Career
In 1928, he started his chess career in Nuremberg, playing at Arbeiterschachklub Nürnberg, then Nürnberger Schachklub Noris. In 1933, he was arrested by Nazis, and spent two years in a Nuremberg prison and three years in the Dachau concentration camp, until 1939. After his releasing, he worked in a factory (Faber-Castell bzw Schwan-Bleistift), and again played chess in Nuremberg (Schachklub Noris).
In October 1942, he was drafted into the Wehrmacht, and sent to the Eastern Front in March 1943.
He fought in the Kharkov region and in the Battle of Kursk in July 1943. He was injured in combat, and awarded the Iron Cross, 2nd Class.
Then, he spent several weeks in a field hospital in Bad Blankenburg, Thuringia. In March 1945 he was in the Western Front, and after Western Allied invasion of Germany, he had been taken into Allied captivity.
From April to September 1945, he was kept in an American army camp (Lager 2227) in Ostend, Belgium.

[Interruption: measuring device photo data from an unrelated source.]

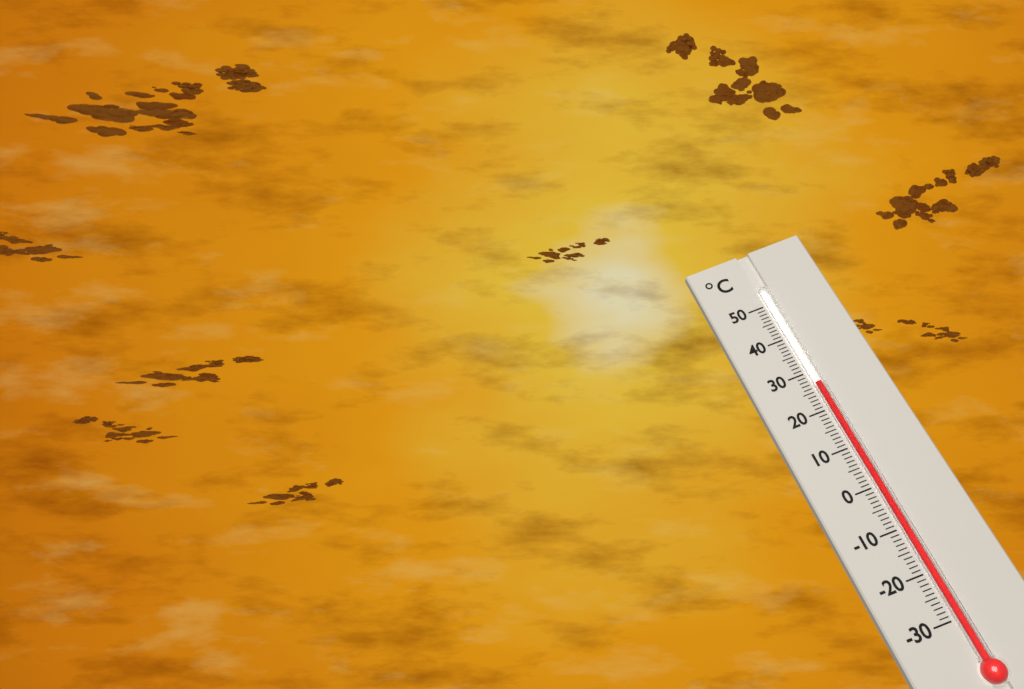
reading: 27 °C
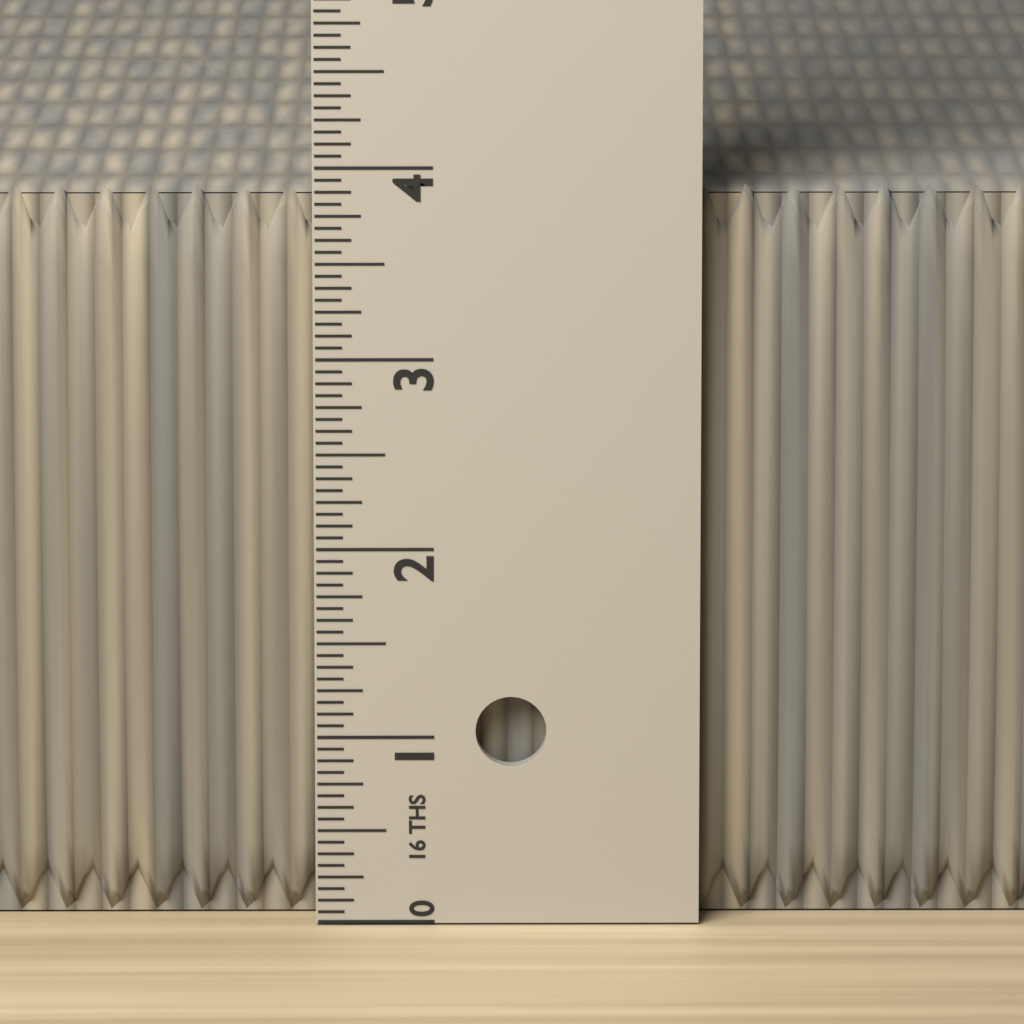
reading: 3.8750 in
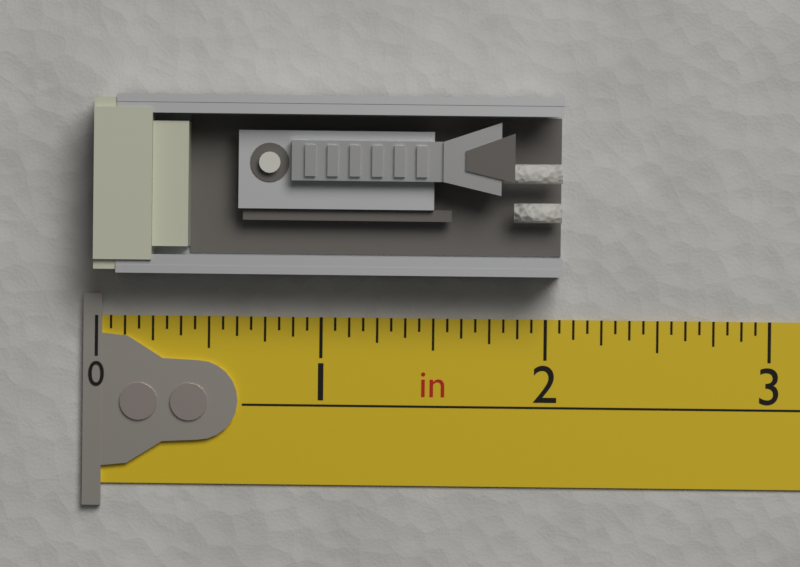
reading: 2.0625 in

After his release on September 2, 1945, he returned to Nuremberg, and next to Bad Blankenburg, then the Soviet occupation zone. He received a doctorate of pedagogy (1948), and a habilitation in philosophy (1950) from the University of Jena, Thuringia. In 1953, he played in a friendly match German Democratic Republic versus
Bulgaria in Sofia, and was the Präsident der Sektion Schach der Deutsche Demokratische Republik in 1953/54.
From 1953, he worked at the Humboldt University of Berlin, and from 1959 in the Academy of Sciences of the German Democratic Republic. Klaus published in 1963 a collection of papers on "Cybernetics in Science, Technology, and Economics in the German Democratic Republic." After fighting a running battle with bureaucracy in the journals from 1963 on, Klaus was asked to prepare a "Cybernetic Dictionary" as his contribution to the Seventh Congress of the SED in 1967.